The oil spill was estimated between 41,639 m3 and 121,133 m3.

The Exxon Valdez case has been very often cited, because it is the origin of a profound reform of the American legislation on pollution at sea, the Oil Pollution Act, which has been in force in the United States since 1990. This is also the only known case of major marine pollution in US waters.

"The Exxon Valdez oil spill has entered American cultural consciousness as an iconic cataclysm. In journalistic accounts of the Deepwater Horizon blowout, the Exxon Valdez was used repeatedly as a bench mark against which to measure the scope of the Gulf of Mexico tragedy."

In fact, the whole pollution response system has been sized accordingly and has never been reviewed since.

However, the Exxon Valdez was a vessel with a finite quantity of oil in its tanks, which makes it possible to estimate the maximum quantities that could be released and therefore to adjust pollution response accordingly. Predicting and measuring the "production" from a blow-out well is much more complicated. The quantity is virtually unlimited, in the sense that it may be out of all proportion to what an existing tanker can carry. Finally, the spill is localized at the bottom of the sea, bringing an additional dimension to the diffusion of the oil into the environment.

"Experience and response methods applicable to other oil spills [including the Exxon Valdez] have often proved either impossible or ineffective."

Admiral Thad Allen, then National Incident Commander (NIC), wrote in his report: "The Deepwater Horizon oil spill is the largest and most complex our nation has ever confronted, more analogous to the challenges posed by Apollo 13 than the Exxon Valdez spill of 1989."

Conclusion

There was therefore an unprecedented discrepancy between the ability to produce oil and the ability to treat pollution.

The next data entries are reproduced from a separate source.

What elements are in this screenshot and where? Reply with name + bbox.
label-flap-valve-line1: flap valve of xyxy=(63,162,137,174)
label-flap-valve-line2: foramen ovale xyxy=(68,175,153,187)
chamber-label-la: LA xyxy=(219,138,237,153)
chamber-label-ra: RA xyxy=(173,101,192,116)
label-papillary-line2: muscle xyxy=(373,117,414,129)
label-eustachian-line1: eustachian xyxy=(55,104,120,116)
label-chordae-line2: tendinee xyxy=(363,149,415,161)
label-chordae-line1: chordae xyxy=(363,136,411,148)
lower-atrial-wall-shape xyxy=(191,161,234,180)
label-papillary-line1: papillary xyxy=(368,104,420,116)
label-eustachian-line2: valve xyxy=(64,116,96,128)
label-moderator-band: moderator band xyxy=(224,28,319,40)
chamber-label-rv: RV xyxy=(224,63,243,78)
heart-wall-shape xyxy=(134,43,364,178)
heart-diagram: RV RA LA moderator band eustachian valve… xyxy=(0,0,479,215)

The state of the art of pollution response engineers has remained essentially the same since the grounding of the Exxon Valdez, while the state of the art of drilling engineers has shifted in scale.

Existent oil pollution response capacities (means, methods, organizations) have been overwhelmed. It was the innovative, original solutions designed and developed during the crisis that made it possible to contain the leak and finally shut the well.

"The U.S. Geological Survey estimated that approximately 17 percent of the oil that emanated from the blowout was recovered by devices that were designed, fabricated, and installed in the riser or on the blowout preventer after the release began. This was by far the most successful spill response method." 

The Deepwater Horizon disaster was unprecedented.

Thibaut Eude is a PhD holder from the engineering school Mines Paristech in France. His PhD thesis focused on the Deepwater Horizon accident.

References

1 https://www.epa.gov/sites/production/files/2015-01/documents/phase2ruling.pdf 
2 https://www.arlis.org/docs/vol1/B/31206602/31206602v1.pdf 
3 https://academic.oup.com/jah/article/99/1/219/854785 
4 https://www.pnas.org/content/109/50/20212 
5 https://biotech.law.lsu.edu/climate/docs/BPDWH.pdf 

The opinions expressed herein are the author's and not necessarily those of The Maritime Executive.